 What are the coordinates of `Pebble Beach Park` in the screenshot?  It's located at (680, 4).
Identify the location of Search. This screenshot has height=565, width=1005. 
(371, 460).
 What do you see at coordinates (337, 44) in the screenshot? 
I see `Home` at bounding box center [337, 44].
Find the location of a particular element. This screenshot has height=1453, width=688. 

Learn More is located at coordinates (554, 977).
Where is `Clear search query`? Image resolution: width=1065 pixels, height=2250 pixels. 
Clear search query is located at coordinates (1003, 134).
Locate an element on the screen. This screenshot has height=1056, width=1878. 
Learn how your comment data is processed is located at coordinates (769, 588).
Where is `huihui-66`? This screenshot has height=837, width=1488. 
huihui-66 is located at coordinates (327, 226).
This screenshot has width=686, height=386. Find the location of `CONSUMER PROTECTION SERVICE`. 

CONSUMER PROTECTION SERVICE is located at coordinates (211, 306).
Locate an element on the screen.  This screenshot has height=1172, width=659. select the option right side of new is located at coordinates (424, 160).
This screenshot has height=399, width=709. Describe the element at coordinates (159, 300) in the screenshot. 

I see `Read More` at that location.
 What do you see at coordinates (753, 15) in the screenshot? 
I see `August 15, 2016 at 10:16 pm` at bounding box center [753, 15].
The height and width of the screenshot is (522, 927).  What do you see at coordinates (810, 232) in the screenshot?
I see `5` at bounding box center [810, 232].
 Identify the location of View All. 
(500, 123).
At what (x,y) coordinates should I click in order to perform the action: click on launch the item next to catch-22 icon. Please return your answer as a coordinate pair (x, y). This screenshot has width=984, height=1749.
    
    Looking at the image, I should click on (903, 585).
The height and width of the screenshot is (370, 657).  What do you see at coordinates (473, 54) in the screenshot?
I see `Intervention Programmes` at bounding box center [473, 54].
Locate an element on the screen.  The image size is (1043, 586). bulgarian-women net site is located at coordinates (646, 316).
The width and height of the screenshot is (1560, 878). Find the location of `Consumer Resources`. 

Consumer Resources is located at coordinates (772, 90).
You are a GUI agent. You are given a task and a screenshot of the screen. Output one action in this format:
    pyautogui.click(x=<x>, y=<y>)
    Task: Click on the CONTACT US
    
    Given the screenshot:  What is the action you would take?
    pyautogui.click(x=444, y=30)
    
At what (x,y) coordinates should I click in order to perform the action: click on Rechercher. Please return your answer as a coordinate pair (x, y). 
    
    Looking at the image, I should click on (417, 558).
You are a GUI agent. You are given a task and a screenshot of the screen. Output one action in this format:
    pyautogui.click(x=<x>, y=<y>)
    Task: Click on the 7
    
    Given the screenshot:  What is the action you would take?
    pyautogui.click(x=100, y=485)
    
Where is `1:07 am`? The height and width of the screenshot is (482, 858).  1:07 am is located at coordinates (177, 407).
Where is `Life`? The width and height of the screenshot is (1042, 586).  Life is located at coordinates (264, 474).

Your task: All of the entries need to be reproduced exactly; please write them out.

Response box:
 What are the coordinates of `Pebble Beach Park` in the screenshot?  It's located at (680, 4).
Identify the location of Search. This screenshot has height=565, width=1005. 
(371, 460).
 What do you see at coordinates (337, 44) in the screenshot? 
I see `Home` at bounding box center [337, 44].
Find the location of a particular element. This screenshot has height=1453, width=688. 

Learn More is located at coordinates (554, 977).
Where is `Clear search query`? Image resolution: width=1065 pixels, height=2250 pixels. 
Clear search query is located at coordinates (1003, 134).
Locate an element on the screen. This screenshot has height=1056, width=1878. 
Learn how your comment data is processed is located at coordinates (769, 588).
Where is `huihui-66`? This screenshot has height=837, width=1488. 
huihui-66 is located at coordinates (327, 226).
This screenshot has width=686, height=386. Find the location of `CONSUMER PROTECTION SERVICE`. 

CONSUMER PROTECTION SERVICE is located at coordinates (211, 306).
Locate an element on the screen.  This screenshot has height=1172, width=659. select the option right side of new is located at coordinates (424, 160).
This screenshot has height=399, width=709. Describe the element at coordinates (159, 300) in the screenshot. 

I see `Read More` at that location.
 What do you see at coordinates (753, 15) in the screenshot? 
I see `August 15, 2016 at 10:16 pm` at bounding box center [753, 15].
The height and width of the screenshot is (522, 927).  What do you see at coordinates (810, 232) in the screenshot?
I see `5` at bounding box center [810, 232].
 Identify the location of View All. 
(500, 123).
At what (x,y) coordinates should I click in order to perform the action: click on launch the item next to catch-22 icon. Please return your answer as a coordinate pair (x, y). This screenshot has width=984, height=1749.
    
    Looking at the image, I should click on (903, 585).
The height and width of the screenshot is (370, 657).  What do you see at coordinates (473, 54) in the screenshot?
I see `Intervention Programmes` at bounding box center [473, 54].
Locate an element on the screen.  The image size is (1043, 586). bulgarian-women net site is located at coordinates (646, 316).
The width and height of the screenshot is (1560, 878). Find the location of `Consumer Resources`. 

Consumer Resources is located at coordinates (772, 90).
You are a GUI agent. You are given a task and a screenshot of the screen. Output one action in this format:
    pyautogui.click(x=<x>, y=<y>)
    Task: Click on the CONTACT US
    
    Given the screenshot:  What is the action you would take?
    pyautogui.click(x=444, y=30)
    
At what (x,y) coordinates should I click in order to perform the action: click on Rechercher. Please return your answer as a coordinate pair (x, y). 
    
    Looking at the image, I should click on (417, 558).
You are a GUI agent. You are given a task and a screenshot of the screen. Output one action in this format:
    pyautogui.click(x=<x>, y=<y>)
    Task: Click on the 7
    
    Given the screenshot:  What is the action you would take?
    pyautogui.click(x=100, y=485)
    
Where is `1:07 am`? The height and width of the screenshot is (482, 858).  1:07 am is located at coordinates (177, 407).
Where is `Life`? The width and height of the screenshot is (1042, 586).  Life is located at coordinates (264, 474).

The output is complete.